Unusual application of "kike"
Laurence Horn
laurence.horn at YALE.EDU
Tue Dec 11 01:27:02 UTC 2012
On Dec 10, 2012, at 8:09 PM, Douglas G. Wilson wrote:
> I see a humorous article from 1906, on-line at the Fulton site --
>
> http://www.fultonhistory.com/Fulton.html
>
> -- showing the word "kike" applied to a miserly northerner in the south
> for the winter.
>
> ----------
>
> _The Morning Telegraph_ (New York NY), 21 January 1906: p. 4:
>
> <<[title] Doings at Dope Springs / by CHARLES DRYDEN / Sad Story Wherein
> the Life and Angling Habits of the Kike Are Exposed. / .... Such fellows
> are kikes, and I have long ached to turn the calcium on them. A kike is
> one degree below the piker in general picayune propositions, such as
> skinning a gnat for its hide and tallow. ....>>
>
> ----------
>
> It's a pretty long piece. The "kike" in this article is not assigned a
> religion or ethnic group. He typically has a beard and a celluloid
> collar. He typically is a merchant from a country town in the Midwest.
> He carries his own basic foodstuffs (hams, potatoes, beans, dried
> pumpkin, molasses, flour, butter, salt, pepper) for his southern stay to
> avoid grocery expenses.
>
> -- Doug Wilson
>
So "the Kike" is a cheap Midwesterner especially fond of ham (inter alia). Not one's stereotypical picture of Jews, except perhaps for the cheap part (although that could apply to Scots as well), and the beard. Verrrry interesting, as Arte Johnson would say.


_What you will do_: Character for character, give back every line below.

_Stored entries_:
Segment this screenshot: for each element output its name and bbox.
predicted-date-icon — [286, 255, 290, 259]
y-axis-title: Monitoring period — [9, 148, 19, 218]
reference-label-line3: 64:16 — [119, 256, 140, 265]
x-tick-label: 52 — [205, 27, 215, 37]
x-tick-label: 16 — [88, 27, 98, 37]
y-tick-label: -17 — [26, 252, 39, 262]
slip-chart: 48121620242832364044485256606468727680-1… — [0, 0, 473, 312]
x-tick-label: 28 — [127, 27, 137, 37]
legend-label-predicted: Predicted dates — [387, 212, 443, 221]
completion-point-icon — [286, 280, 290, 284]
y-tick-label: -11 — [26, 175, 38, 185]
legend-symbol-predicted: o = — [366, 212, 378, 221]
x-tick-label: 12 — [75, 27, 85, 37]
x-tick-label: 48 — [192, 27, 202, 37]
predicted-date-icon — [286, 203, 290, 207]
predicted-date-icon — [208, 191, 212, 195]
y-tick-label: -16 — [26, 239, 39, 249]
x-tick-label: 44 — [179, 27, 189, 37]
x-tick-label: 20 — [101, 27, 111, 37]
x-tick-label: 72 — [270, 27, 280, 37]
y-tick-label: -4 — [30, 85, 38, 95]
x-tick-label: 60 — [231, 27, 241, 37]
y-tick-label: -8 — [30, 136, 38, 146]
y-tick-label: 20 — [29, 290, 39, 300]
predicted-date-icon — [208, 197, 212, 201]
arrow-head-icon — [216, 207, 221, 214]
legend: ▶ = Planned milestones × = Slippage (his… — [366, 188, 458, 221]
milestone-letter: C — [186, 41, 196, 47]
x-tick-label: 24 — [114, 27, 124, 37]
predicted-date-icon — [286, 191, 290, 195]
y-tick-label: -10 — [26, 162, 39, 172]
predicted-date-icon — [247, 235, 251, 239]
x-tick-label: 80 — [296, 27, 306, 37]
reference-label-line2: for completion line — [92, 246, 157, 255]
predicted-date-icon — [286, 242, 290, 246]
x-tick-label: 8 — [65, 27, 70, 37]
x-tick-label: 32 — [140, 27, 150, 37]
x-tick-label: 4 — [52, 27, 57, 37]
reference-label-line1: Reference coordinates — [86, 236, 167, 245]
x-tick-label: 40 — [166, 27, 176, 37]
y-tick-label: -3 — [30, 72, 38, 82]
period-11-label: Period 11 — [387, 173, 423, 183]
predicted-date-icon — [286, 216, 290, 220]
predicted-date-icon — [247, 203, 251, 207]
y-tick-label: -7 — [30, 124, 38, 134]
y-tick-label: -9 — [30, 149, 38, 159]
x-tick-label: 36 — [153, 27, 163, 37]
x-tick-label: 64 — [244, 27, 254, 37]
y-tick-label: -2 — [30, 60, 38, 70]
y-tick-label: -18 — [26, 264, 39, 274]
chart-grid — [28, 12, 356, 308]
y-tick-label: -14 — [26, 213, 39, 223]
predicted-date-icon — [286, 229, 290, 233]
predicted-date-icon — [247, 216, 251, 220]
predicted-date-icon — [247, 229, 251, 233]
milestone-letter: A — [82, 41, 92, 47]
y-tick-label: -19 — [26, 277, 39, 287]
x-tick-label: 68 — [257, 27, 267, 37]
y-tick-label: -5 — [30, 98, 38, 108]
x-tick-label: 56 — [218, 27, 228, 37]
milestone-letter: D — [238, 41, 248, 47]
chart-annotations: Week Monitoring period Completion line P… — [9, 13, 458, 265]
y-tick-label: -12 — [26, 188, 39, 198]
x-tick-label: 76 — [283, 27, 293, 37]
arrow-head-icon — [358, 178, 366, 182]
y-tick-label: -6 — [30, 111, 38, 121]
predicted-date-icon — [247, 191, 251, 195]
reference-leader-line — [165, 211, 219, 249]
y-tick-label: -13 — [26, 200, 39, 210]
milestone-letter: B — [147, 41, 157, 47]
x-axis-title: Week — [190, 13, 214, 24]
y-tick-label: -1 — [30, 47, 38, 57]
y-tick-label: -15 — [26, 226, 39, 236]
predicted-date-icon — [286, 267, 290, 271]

_Your response_:
Segment this screenshot: for each element output its name and bbox.
predicted-date-icon — [286, 255, 290, 259]
y-axis-title: Monitoring period — [9, 148, 19, 218]
reference-label-line3: 64:16 — [119, 256, 140, 265]
x-tick-label: 52 — [205, 27, 215, 37]
x-tick-label: 16 — [88, 27, 98, 37]
y-tick-label: -17 — [26, 252, 39, 262]
slip-chart: 48121620242832364044485256606468727680-1… — [0, 0, 473, 312]
x-tick-label: 28 — [127, 27, 137, 37]
legend-label-predicted: Predicted dates — [387, 212, 443, 221]
completion-point-icon — [286, 280, 290, 284]
y-tick-label: -11 — [26, 175, 38, 185]
legend-symbol-predicted: o = — [366, 212, 378, 221]
x-tick-label: 12 — [75, 27, 85, 37]
x-tick-label: 48 — [192, 27, 202, 37]
predicted-date-icon — [286, 203, 290, 207]
predicted-date-icon — [208, 191, 212, 195]
y-tick-label: -16 — [26, 239, 39, 249]
x-tick-label: 44 — [179, 27, 189, 37]
x-tick-label: 20 — [101, 27, 111, 37]
x-tick-label: 72 — [270, 27, 280, 37]
y-tick-label: -4 — [30, 85, 38, 95]
x-tick-label: 60 — [231, 27, 241, 37]
y-tick-label: -8 — [30, 136, 38, 146]
y-tick-label: 20 — [29, 290, 39, 300]
predicted-date-icon — [208, 197, 212, 201]
arrow-head-icon — [216, 207, 221, 214]
legend: ▶ = Planned milestones × = Slippage (his… — [366, 188, 458, 221]
milestone-letter: C — [186, 41, 196, 47]
x-tick-label: 24 — [114, 27, 124, 37]
predicted-date-icon — [286, 191, 290, 195]
y-tick-label: -10 — [26, 162, 39, 172]
predicted-date-icon — [247, 235, 251, 239]
x-tick-label: 80 — [296, 27, 306, 37]
reference-label-line2: for completion line — [92, 246, 157, 255]
predicted-date-icon — [286, 242, 290, 246]
x-tick-label: 8 — [65, 27, 70, 37]
x-tick-label: 32 — [140, 27, 150, 37]
x-tick-label: 4 — [52, 27, 57, 37]
reference-label-line1: Reference coordinates — [86, 236, 167, 245]
x-tick-label: 40 — [166, 27, 176, 37]
y-tick-label: -3 — [30, 72, 38, 82]
period-11-label: Period 11 — [387, 173, 423, 183]
predicted-date-icon — [286, 216, 290, 220]
predicted-date-icon — [247, 203, 251, 207]
y-tick-label: -7 — [30, 124, 38, 134]
y-tick-label: -9 — [30, 149, 38, 159]
x-tick-label: 36 — [153, 27, 163, 37]
x-tick-label: 64 — [244, 27, 254, 37]
y-tick-label: -2 — [30, 60, 38, 70]
y-tick-label: -18 — [26, 264, 39, 274]
chart-grid — [28, 12, 356, 308]
y-tick-label: -14 — [26, 213, 39, 223]
predicted-date-icon — [286, 229, 290, 233]
predicted-date-icon — [247, 216, 251, 220]
predicted-date-icon — [247, 229, 251, 233]
milestone-letter: A — [82, 41, 92, 47]
y-tick-label: -19 — [26, 277, 39, 287]
x-tick-label: 68 — [257, 27, 267, 37]
y-tick-label: -5 — [30, 98, 38, 108]
x-tick-label: 56 — [218, 27, 228, 37]
milestone-letter: D — [238, 41, 248, 47]
chart-annotations: Week Monitoring period Completion line P… — [9, 13, 458, 265]
y-tick-label: -12 — [26, 188, 39, 198]
x-tick-label: 76 — [283, 27, 293, 37]
arrow-head-icon — [358, 178, 366, 182]
y-tick-label: -6 — [30, 111, 38, 121]
predicted-date-icon — [247, 191, 251, 195]
reference-leader-line — [165, 211, 219, 249]
y-tick-label: -13 — [26, 200, 39, 210]
milestone-letter: B — [147, 41, 157, 47]
x-axis-title: Week — [190, 13, 214, 24]
y-tick-label: -1 — [30, 47, 38, 57]
y-tick-label: -15 — [26, 226, 39, 236]
predicted-date-icon — [286, 267, 290, 271]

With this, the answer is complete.